We’re all pretty much familiar with RSS (Really Simple Syndication) feeds and there a ton of services and apps that provide RSS syndication to let you keep up with your favorite sites. Though there are situations when using a traditional RSS reader just isn’t ideal and an email subscription sounds like a better option. Blogtrottr is one such handy online service that allows you to subscribe via RSS and have those feeds delivered to you by email either in real-time or on a set schedule, for example 2 hours, 6 hours or 12 hours. It quickly churns out an email digest from your subscribed blogs, sites etc., and delivers them as one unified newsletter.

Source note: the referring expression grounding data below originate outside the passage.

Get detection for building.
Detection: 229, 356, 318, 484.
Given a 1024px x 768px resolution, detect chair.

Getting started with Blogtrott is pretty quick and hassle free actually. Just visit the website, enter the feed URL of the site you want to subscribe to, the email address where you want updates sent to and the delivery schedule. You will be asked for a confirmation over email after which you can start receiving blog feeds.

Blogtrottr_Main

If you want more flexibility and control, however, then creating a Blogtrottr account is recommended. You can sign up by visiting the “Plans and Pricing” page and selecting the plan you wish to use. When signing up using the previously mentioned steps, the free plan is setup by default but can be changed any time you want. Besides Free, Blogtrottr offers Lite and Full paid plans both of which offer additional perks for a monthly or yearly fee.

Blogtrottr_Plans

In most cases, BlogTrottr automatically detects the feed URL, however there maybe a occasions when you need to manually enter the correct feed URL. Furthermore, sometimes a URL may contain multiple feed sources and Blogtrottr enables you to select one you wish to subscribe. You can add as many RSS feeds as you wish to your BlogTrottr account in a similar fashion.

Blogtrottr_Multiple Feeds

After subscribing to your desired feeds, you can also manage them and configure settings within your account. From the main dashboard, you can choose to remove feeds, add new ones as well as activate and deactivate existing feeds on the fly.

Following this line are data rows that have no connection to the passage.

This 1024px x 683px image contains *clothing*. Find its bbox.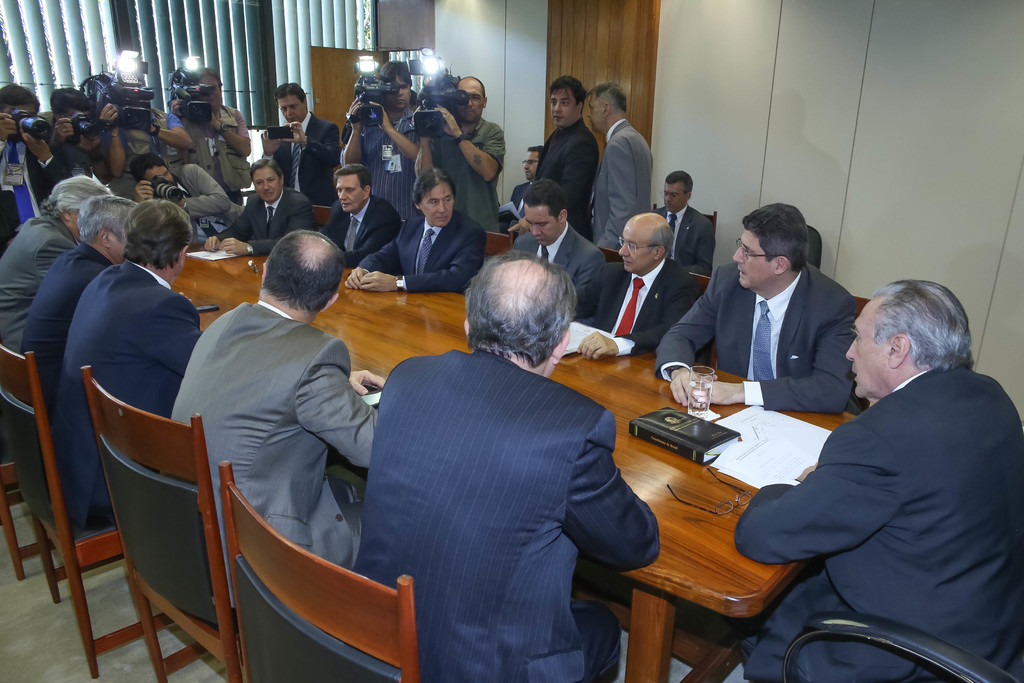
select_region(327, 192, 397, 272).
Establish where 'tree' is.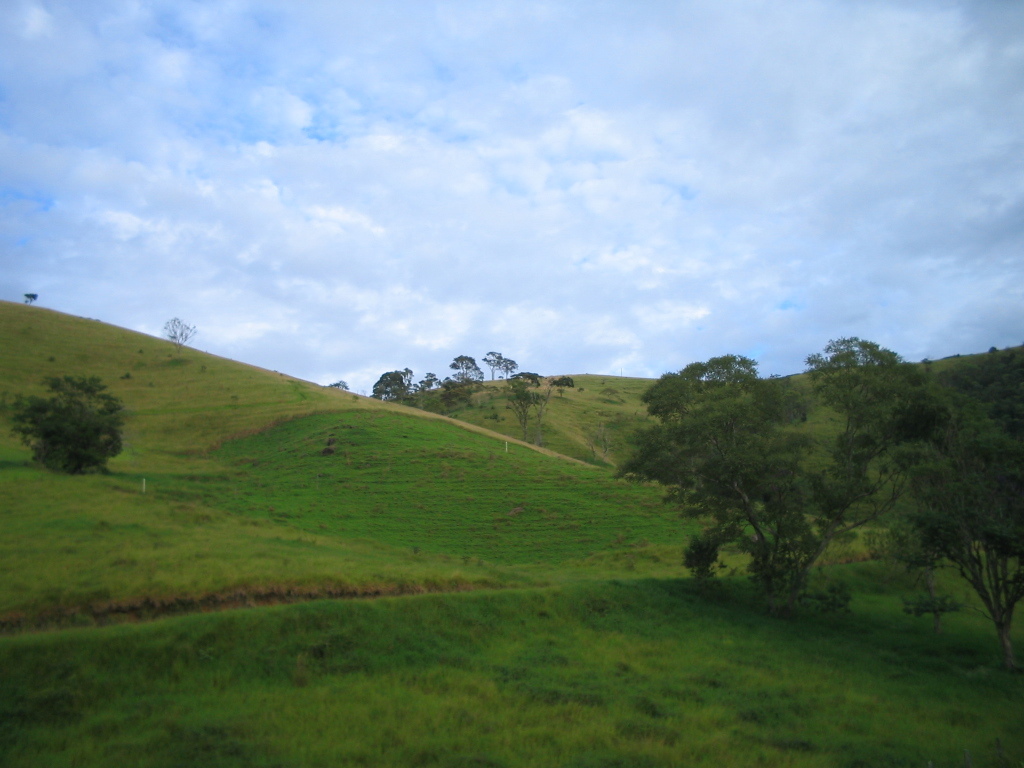
Established at 0/371/137/482.
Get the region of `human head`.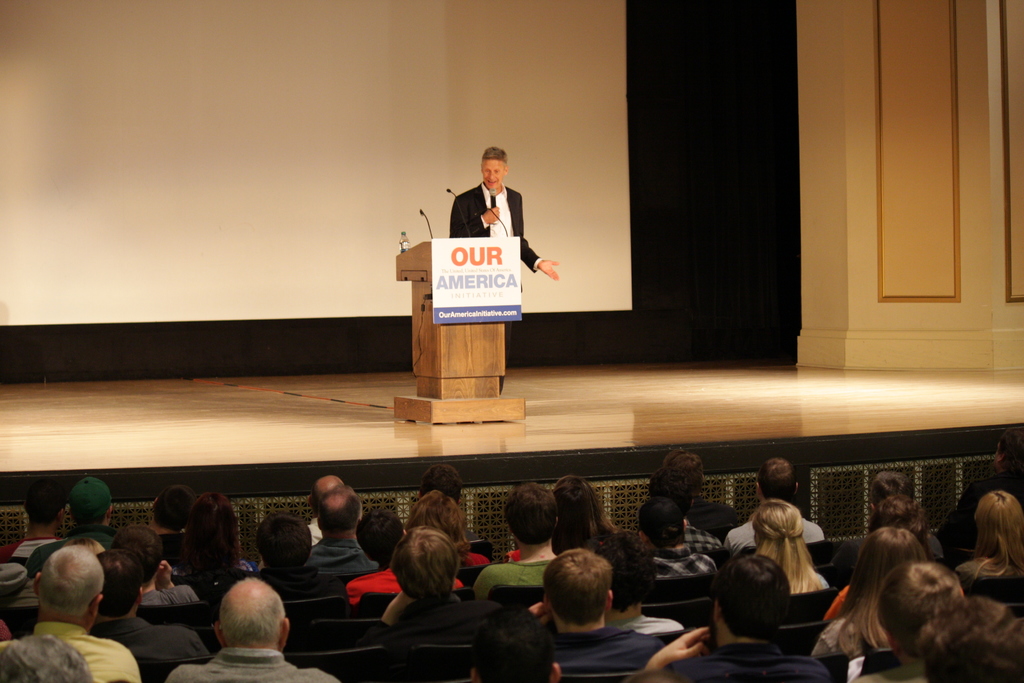
bbox=[356, 506, 408, 568].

By default feeds will be delivered on a daily schedule, but for a few blogs, this option may not work, and in that case you may need to independently configure each feed to update at different times of the day. To change the current schedule you can click an item from the list and configure further settings on a separate page.

Blogtrottr_Dashboard

You can specify email subject, for instance, or change URL, description and title if you have subscribed for the paid plan. Blogtrottr also lets you set custom filters for a feed which can help you receive emails only for a particular topic or subject. To do that, you can specify a new rule where you can add the rule type and topic name of your choice.

Blogtrottr_Filters

Overall, Blogtrottr is a handy solution for receiving RSS feeds directly to your inbox. Don’t forget to leave your comments with your thoughts on this below.

Visit Blogtrottr

1 Comment

  1. The author of this article and most Blogtrottr users may not have realized this, but Blogtrottr is an entirely unauthorized and copyright infringing service. I learned of its existence only when it showed up in my Web server logs as a major user of bandwidth and server resources. Blogtrottr does not ask for permission to redistribute content, does not share *any* of its revenues from distribution of bootleg copies of this content with the copyright holders (who in most cases are the authors of blog posts), and does not even provide nay instructions to “opt out” of having Blogtrottr republish and redistribute multiple copies of blog posts. (Not that republication without permission on an “opt-out” basis would comply with either US or UK copyright law, which requires permission on an “opt in” basis.) This unauthorized redistribution cannibalizes bloggers’ revenues by diverting readers from our Web pages (from which many bloggers earn revenues through advertising) to bootleg copies from which only Blogtrottr earns subscription revenues.